Al Franken calls ed secretary DeVos ‘incompetent’
Published 10:15 am Wednesday, February 8, 2017
By Christopher Magan
Pioneer Press, St. Paul, Minn.
Moments after Betsy DeVos needed a historic tie-breaking vote in the Senate to confirm her as education secretary, Minnesota Sen. Al Franken called the Michigan Republican “the most incompetent Cabinet-level nominee” he’s ever seen.
“Betsy DeVos has demonstrated that she is fundamentally unqualified to lead the Education Department, and it’s a shame that Republicans voted to confirm one of their major donors instead of looking out for our children,” Franken said in a statement released shortly after Tuesday’s vote.
DeVos has been cheered on by others as a reformer who will work to expand the education opportunities for parents, especially those whose children attend struggling schools. She has a strong track record of supporting nontraditional public schools such as charters and taxpayer-funded vouchers for private school tuition.
Sen. Amy Klobuchar also voted against DeVos, joining Franken and 48 other senators including two Republicans. The opposition by two GOP senators led to a 50-50 vote and forced Vice President Mike Pence to cast the first-ever tie-breaking vote for a Cabinet nominee.
Opposition to DeVos was particularly heated among leaders of a range of education advocacy groups who rallied against her nomination. They said DeVos was unqualified to lead the U.S. Department of Education because she never attended, worked in or sent her children to a public school.
Opponents also pointed to a number of instances during DeVos’ confirmation hearing when she seemed unsure of federal education laws or how public schools are overseen. Franken and DeVos had a memorable exchange during the confirmation hearing when DeVos struggled to answer Franken’s questions about the difference between academic proficiency and growth.
DeVos’ unwavering support for school choice and charter schools likely played a big role in President Donald Trump’s decision to nominate her to the federal education agency. Trump reaffirmed his support for DeVos via Twitter on Tuesday morning, saying that she was “a reformer” and that Democrats were trying to protect “the failed status quo.”
That message was echoed locally by Kim Crockett, a vice president and senior policy fellow at the Center of the American Experiment, who called DeVos’ confirmation a “win for America’s school children.”
“It is a defeat for the education unions, who don’t care about failing schools or the mission of teaching, but only about protecting their power and their political turf,” Crockett said in a statement.
—Distributed by Tribune Content Agency, LLC.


About this task. Please write out all of the entries exactly as they appear.

Data for processing.
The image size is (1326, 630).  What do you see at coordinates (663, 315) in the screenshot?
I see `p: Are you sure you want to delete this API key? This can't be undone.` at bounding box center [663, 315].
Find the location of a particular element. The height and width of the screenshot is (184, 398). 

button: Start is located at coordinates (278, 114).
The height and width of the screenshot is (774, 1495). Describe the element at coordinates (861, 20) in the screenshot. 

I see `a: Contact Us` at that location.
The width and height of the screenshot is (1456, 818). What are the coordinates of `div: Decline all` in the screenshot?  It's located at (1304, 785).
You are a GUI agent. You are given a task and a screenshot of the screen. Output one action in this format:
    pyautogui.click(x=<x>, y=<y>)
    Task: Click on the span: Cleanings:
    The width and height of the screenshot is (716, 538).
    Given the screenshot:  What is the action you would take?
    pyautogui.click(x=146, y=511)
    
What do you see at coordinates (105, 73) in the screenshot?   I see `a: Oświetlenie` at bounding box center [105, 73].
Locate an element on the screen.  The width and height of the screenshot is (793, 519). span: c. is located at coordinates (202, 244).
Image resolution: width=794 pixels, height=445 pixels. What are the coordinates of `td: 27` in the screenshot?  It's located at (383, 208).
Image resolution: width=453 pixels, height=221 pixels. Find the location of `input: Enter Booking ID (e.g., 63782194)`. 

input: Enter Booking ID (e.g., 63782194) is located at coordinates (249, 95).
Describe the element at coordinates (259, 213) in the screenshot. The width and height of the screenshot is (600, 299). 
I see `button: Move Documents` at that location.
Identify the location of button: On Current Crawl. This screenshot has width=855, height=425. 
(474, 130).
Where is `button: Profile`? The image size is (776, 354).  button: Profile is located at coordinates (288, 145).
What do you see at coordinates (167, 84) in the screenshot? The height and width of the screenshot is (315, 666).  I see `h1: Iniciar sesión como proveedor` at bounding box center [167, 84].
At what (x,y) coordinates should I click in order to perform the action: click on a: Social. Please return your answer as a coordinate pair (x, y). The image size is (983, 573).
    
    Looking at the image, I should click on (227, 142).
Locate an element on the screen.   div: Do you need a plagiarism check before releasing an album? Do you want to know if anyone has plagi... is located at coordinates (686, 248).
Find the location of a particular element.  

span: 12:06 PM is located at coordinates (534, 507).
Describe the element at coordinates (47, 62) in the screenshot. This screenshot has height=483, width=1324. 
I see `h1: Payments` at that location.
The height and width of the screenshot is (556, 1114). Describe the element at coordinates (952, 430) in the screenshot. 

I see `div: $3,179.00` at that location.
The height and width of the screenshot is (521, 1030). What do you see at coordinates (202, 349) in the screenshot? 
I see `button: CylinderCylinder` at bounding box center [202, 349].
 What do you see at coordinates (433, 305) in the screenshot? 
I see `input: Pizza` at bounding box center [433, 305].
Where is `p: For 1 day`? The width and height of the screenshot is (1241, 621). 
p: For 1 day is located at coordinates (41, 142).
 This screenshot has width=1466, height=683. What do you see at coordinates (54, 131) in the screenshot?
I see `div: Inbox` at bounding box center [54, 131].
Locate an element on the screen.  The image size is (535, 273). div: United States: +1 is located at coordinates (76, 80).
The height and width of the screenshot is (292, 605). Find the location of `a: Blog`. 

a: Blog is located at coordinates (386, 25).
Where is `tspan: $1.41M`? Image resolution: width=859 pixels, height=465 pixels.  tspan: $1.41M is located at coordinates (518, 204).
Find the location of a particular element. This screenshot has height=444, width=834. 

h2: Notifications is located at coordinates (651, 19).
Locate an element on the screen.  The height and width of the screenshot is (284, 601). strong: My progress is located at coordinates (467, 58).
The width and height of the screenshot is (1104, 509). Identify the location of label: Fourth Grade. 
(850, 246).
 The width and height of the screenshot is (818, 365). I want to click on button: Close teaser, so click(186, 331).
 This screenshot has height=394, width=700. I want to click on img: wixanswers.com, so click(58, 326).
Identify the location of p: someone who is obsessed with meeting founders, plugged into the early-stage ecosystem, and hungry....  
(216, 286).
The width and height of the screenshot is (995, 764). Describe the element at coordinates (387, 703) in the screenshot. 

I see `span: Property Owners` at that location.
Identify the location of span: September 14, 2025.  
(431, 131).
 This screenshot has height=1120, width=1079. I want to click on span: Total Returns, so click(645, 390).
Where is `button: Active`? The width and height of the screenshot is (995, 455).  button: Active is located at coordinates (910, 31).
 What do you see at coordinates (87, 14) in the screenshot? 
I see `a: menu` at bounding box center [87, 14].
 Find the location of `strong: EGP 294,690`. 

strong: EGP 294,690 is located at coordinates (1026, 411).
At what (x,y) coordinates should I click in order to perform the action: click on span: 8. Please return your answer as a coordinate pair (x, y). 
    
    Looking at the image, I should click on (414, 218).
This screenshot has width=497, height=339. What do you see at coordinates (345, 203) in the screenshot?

Expected answer.
The image size is (1326, 630).  What do you see at coordinates (663, 315) in the screenshot?
I see `p: Are you sure you want to delete this API key? This can't be undone.` at bounding box center [663, 315].
Find the location of a particular element. The height and width of the screenshot is (184, 398). 

button: Start is located at coordinates (278, 114).
The height and width of the screenshot is (774, 1495). Describe the element at coordinates (861, 20) in the screenshot. 

I see `a: Contact Us` at that location.
The width and height of the screenshot is (1456, 818). What are the coordinates of `div: Decline all` in the screenshot?  It's located at (1304, 785).
You are a GUI agent. You are given a task and a screenshot of the screen. Output one action in this format:
    pyautogui.click(x=<x>, y=<y>)
    Task: Click on the span: Cleanings:
    The width and height of the screenshot is (716, 538).
    Given the screenshot:  What is the action you would take?
    pyautogui.click(x=146, y=511)
    
What do you see at coordinates (105, 73) in the screenshot?   I see `a: Oświetlenie` at bounding box center [105, 73].
Locate an element on the screen.  The width and height of the screenshot is (793, 519). span: c. is located at coordinates (202, 244).
Image resolution: width=794 pixels, height=445 pixels. What are the coordinates of `td: 27` in the screenshot?  It's located at (383, 208).
Image resolution: width=453 pixels, height=221 pixels. Find the location of `input: Enter Booking ID (e.g., 63782194)`. 

input: Enter Booking ID (e.g., 63782194) is located at coordinates (249, 95).
Describe the element at coordinates (259, 213) in the screenshot. The width and height of the screenshot is (600, 299). 
I see `button: Move Documents` at that location.
Identify the location of button: On Current Crawl. This screenshot has width=855, height=425. 
(474, 130).
Where is `button: Profile`? The image size is (776, 354).  button: Profile is located at coordinates (288, 145).
What do you see at coordinates (167, 84) in the screenshot? The height and width of the screenshot is (315, 666).  I see `h1: Iniciar sesión como proveedor` at bounding box center [167, 84].
At what (x,y) coordinates should I click in order to perform the action: click on a: Social. Please return your answer as a coordinate pair (x, y). The image size is (983, 573).
    
    Looking at the image, I should click on (227, 142).
Locate an element on the screen.   div: Do you need a plagiarism check before releasing an album? Do you want to know if anyone has plagi... is located at coordinates (686, 248).
Find the location of a particular element.  

span: 12:06 PM is located at coordinates (534, 507).
Describe the element at coordinates (47, 62) in the screenshot. This screenshot has height=483, width=1324. 
I see `h1: Payments` at that location.
The height and width of the screenshot is (556, 1114). Describe the element at coordinates (952, 430) in the screenshot. 

I see `div: $3,179.00` at that location.
The height and width of the screenshot is (521, 1030). What do you see at coordinates (202, 349) in the screenshot? 
I see `button: CylinderCylinder` at bounding box center [202, 349].
 What do you see at coordinates (433, 305) in the screenshot? 
I see `input: Pizza` at bounding box center [433, 305].
Where is `p: For 1 day`? The width and height of the screenshot is (1241, 621). 
p: For 1 day is located at coordinates (41, 142).
 This screenshot has width=1466, height=683. What do you see at coordinates (54, 131) in the screenshot?
I see `div: Inbox` at bounding box center [54, 131].
Locate an element on the screen.  The image size is (535, 273). div: United States: +1 is located at coordinates (76, 80).
The height and width of the screenshot is (292, 605). Find the location of `a: Blog`. 

a: Blog is located at coordinates (386, 25).
Where is `tspan: $1.41M`? Image resolution: width=859 pixels, height=465 pixels.  tspan: $1.41M is located at coordinates (518, 204).
Find the location of a particular element. This screenshot has height=444, width=834. 

h2: Notifications is located at coordinates (651, 19).
Locate an element on the screen.  The height and width of the screenshot is (284, 601). strong: My progress is located at coordinates (467, 58).
The width and height of the screenshot is (1104, 509). Identify the location of label: Fourth Grade. 
(850, 246).
 The width and height of the screenshot is (818, 365). I want to click on button: Close teaser, so click(186, 331).
 This screenshot has height=394, width=700. I want to click on img: wixanswers.com, so click(58, 326).
Identify the location of p: someone who is obsessed with meeting founders, plugged into the early-stage ecosystem, and hungry....  
(216, 286).
The width and height of the screenshot is (995, 764). Describe the element at coordinates (387, 703) in the screenshot. 

I see `span: Property Owners` at that location.
Identify the location of span: September 14, 2025.  
(431, 131).
 This screenshot has height=1120, width=1079. I want to click on span: Total Returns, so click(645, 390).
Where is `button: Active`? The width and height of the screenshot is (995, 455).  button: Active is located at coordinates (910, 31).
 What do you see at coordinates (87, 14) in the screenshot? 
I see `a: menu` at bounding box center [87, 14].
 Find the location of `strong: EGP 294,690`. 

strong: EGP 294,690 is located at coordinates (1026, 411).
At what (x,y) coordinates should I click in order to perform the action: click on span: 8. Please return your answer as a coordinate pair (x, y). 
    
    Looking at the image, I should click on (414, 218).
This screenshot has width=497, height=339. What do you see at coordinates (345, 203) in the screenshot?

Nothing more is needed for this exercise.